- Great minds discuss ideas, average minds discuss events, small minds discuss people. – Admiral Hyman G. Rickover, “father” of America’s nuclear navy (1900-1986)
- What experience and history teach is this: that people and governments have never learned anything from history. – Georg Wilhelm Friedrich Hegel, German philosopher (1770-1831)
- More persons, on the whole, are humbugged by believing nothing, than by believing too much. – P.T. Barnum, American showman (1810-1891)
- The law that will work is merely the summing up in legislative form of the moral judgment that the community has already reached. – Woodrow Wilson, American president (1856-1924)
- The crisis you have to worry about most is the one you don’t see coming. – Mike Mansfield, American statesman (1903-2001)

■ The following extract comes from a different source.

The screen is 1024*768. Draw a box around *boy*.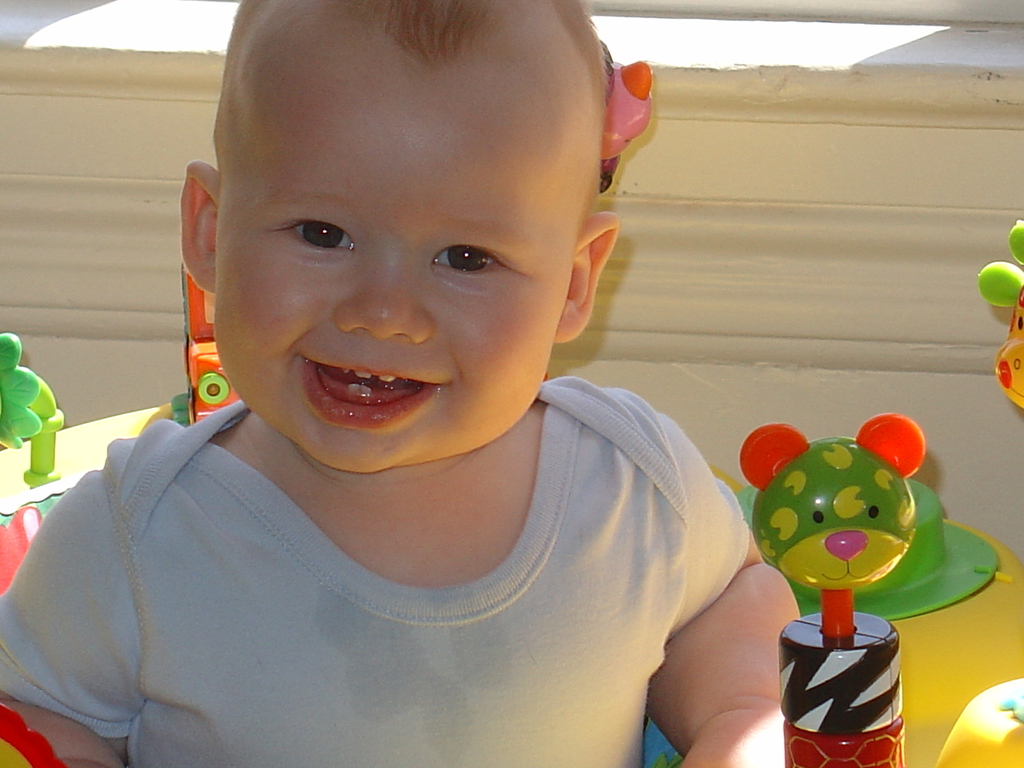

TIME Magazine Wrong In Not Naming Churchill
The choice of Einstein as TIME’s Person of the Century, whilst understandable, is an error of judgement to many students of twentieth century history.
The person who most clearly affected the way the Western world lives today was Winston Churchill.
The Weekly Standard, in its latest edition, presents a compelling case for Churchill, arguing against the choice of Roosevelt, Hitler, Stalin, Lenin or Mao.
A new book by John Lukas, “Five Days In London – May 1940”, available here from Amazon Books, argues that in the weeks after becoming Prime Minister Churchill prevailed upon the War Cabinet to continue the fight against Hitler and, in so doing, earned his place as the greatest democratic statesman of the century.
TIME Magazine Names Einstein Man Of The Century
TIME Magazine has named Albert Einstein as its Man Of The Century, according to an exclusive story in the Drudge Report.

The magazine has named Franklin Delano Roosevelt, President of the United States between 1933 and 1945 as runner-up with Mahatma Gandhi.
According to Drudge, TIME says:
In a century that will be remembered foremost for its science and technology — in particular for our ability to understand and then harness the forces of the atom and universe — one person clearly stands out as both the greatest mind and paramount icon of our age: the kindly, absent-minded professor whose wild halo of hair, piercing eyes, engaging humanity and extraordinary brilliance made his face a symbol and his name a synonym for genius, Albert Einstein.